The Washington Capitals will lose the services of two players for one to three games for Wednesday night’s melee near the end of the Caps-Atlanta game, which the Thrashers won 4-2.
In total, three players were suspended for violations of league rules involving incidents that occurred in the final two minutes of the game, when numerous fights broke out after, the Caps say, Atlanta players took cheap shots with the game already decided.
Those disciplined were:
• Caps left wing Donald Brashear, who received a three-game suspension and was fined a total of $8,241.26 for leaving the bench illegally and receiving an instigator penalty in the final five minutes.
• Caps center Brian Sutherby, a one-game suspension and a fine of one game’s pay — $2,197.81 — for receiving instigator penalty in final five minutes.
• Thrashers right wing Scott Mellanby, a one-game suspension, fined one day’s pay for receiving instigator penalty in the final five minutes of a game.
• Thrashers coach Bob Hartley, a $10,000 fine because of Mellanby’s penalty.
• Caps coach Glen Hanlon, a $30,000 fine because of the penalties to Brashear and Sutherby.
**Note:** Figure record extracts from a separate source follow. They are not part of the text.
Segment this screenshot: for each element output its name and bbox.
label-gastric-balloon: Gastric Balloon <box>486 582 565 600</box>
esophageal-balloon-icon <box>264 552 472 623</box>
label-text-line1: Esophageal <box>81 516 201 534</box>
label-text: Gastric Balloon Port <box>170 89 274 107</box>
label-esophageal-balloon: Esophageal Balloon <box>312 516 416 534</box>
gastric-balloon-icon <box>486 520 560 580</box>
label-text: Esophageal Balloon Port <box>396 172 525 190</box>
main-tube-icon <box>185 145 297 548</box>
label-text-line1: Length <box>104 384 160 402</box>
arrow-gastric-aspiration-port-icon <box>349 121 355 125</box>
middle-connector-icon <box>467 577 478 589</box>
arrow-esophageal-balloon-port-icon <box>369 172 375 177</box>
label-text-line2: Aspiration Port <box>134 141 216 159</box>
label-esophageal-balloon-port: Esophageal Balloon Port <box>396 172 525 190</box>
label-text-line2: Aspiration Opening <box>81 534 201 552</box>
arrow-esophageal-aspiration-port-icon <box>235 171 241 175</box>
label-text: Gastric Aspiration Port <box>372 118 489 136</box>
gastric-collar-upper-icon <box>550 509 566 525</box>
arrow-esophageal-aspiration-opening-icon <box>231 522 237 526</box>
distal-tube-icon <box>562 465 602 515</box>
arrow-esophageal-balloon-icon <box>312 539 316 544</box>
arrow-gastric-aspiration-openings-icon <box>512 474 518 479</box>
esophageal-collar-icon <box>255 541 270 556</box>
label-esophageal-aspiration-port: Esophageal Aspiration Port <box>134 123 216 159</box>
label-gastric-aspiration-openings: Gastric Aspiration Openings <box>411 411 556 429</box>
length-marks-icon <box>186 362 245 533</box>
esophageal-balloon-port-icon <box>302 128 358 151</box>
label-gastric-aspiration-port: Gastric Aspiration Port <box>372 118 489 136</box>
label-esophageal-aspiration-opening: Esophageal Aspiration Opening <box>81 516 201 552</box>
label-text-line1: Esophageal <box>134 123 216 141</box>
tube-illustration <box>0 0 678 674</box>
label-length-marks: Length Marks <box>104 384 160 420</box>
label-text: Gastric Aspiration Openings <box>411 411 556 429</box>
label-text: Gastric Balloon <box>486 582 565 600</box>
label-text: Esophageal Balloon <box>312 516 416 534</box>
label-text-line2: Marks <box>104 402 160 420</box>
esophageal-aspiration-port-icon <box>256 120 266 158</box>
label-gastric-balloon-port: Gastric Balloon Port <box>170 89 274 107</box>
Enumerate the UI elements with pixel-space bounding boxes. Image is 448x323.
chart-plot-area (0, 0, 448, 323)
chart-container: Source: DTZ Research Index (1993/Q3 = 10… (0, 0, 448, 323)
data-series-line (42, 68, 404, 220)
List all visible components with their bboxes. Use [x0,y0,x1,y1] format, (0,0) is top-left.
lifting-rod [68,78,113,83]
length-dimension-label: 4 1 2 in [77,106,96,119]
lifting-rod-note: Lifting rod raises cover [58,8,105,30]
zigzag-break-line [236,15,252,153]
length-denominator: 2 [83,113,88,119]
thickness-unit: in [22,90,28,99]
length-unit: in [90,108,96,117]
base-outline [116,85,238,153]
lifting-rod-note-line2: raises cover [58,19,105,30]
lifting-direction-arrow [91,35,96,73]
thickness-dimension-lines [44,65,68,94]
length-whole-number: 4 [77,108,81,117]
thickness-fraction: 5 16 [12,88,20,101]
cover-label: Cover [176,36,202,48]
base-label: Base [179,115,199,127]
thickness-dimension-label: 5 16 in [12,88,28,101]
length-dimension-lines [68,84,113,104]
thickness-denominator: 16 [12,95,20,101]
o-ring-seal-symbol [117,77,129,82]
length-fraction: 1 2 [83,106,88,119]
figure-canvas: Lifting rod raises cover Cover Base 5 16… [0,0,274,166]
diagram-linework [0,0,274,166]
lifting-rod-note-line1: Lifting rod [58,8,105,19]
Colin Campbell, the NHL director of hockey operations, handed out the fines after holding a hearing by phone yesterday afternoon. Appeals are not permitted.
The Caps called up right wing Eric Fehr from Hershey for tonight’s home game against Toronto to take one of the spots vacated by the suspensions. Hanlon has other players available for the second vacancy.
The Caps had lost three straight to Atlanta this season but shot out to a 2-0 lead in the second period. But the Thrashers responded with three quick second-period goals and one in the third, setting the stage for a tense finish.
With about 90 seconds left in the game, Thrashers defenseman Andy Sutton ran Caps rookie defenseman Mike Green into the boards with his hands and stick high. It was, Caps players maintain, one of several similar incidents in the third period and it was the last straw.
Right wing Ben Clymer immediately took on Sutton, but that scrape at 18:38 was quickly broken up. Twenty seconds later, however, all 10 skaters on the ice were fighting, a scene repeated at 19:02 with remaining players, and again at 19:17 with the last bout on the card. Forty-one penalties were called resulting in 176 penalty minutes, seven ejections, five fines and three suspensions.
Brashear, an enforcer throughout his career, took on Vitaly Vishnevski, who had been running around trying to high-stick Caps players, and scored an easy TKO, spilling the defenseman’s blood all over the ice. This will be Brashear’s fourth suspension bringing his total of games lost to 10.
The Caps had hoped to convince the league that there was no reason for Sutherby to have received instigator or fighting penalties because his partner, left wing Brad Larsen, was an unwilling participant and did little more than turn away. Campbell saw it differently.
Washington players and staff feel they were goaded into the fights and acknowledge privately that they hope a message was sent to the other teams — the Caps will not go down meekly.
“At the end of the day these are the things that show your team will stick together and do the right thing,” Hanlon said. “We have the ability to protect ourselves,” he said, and indicated that would be the team mantra.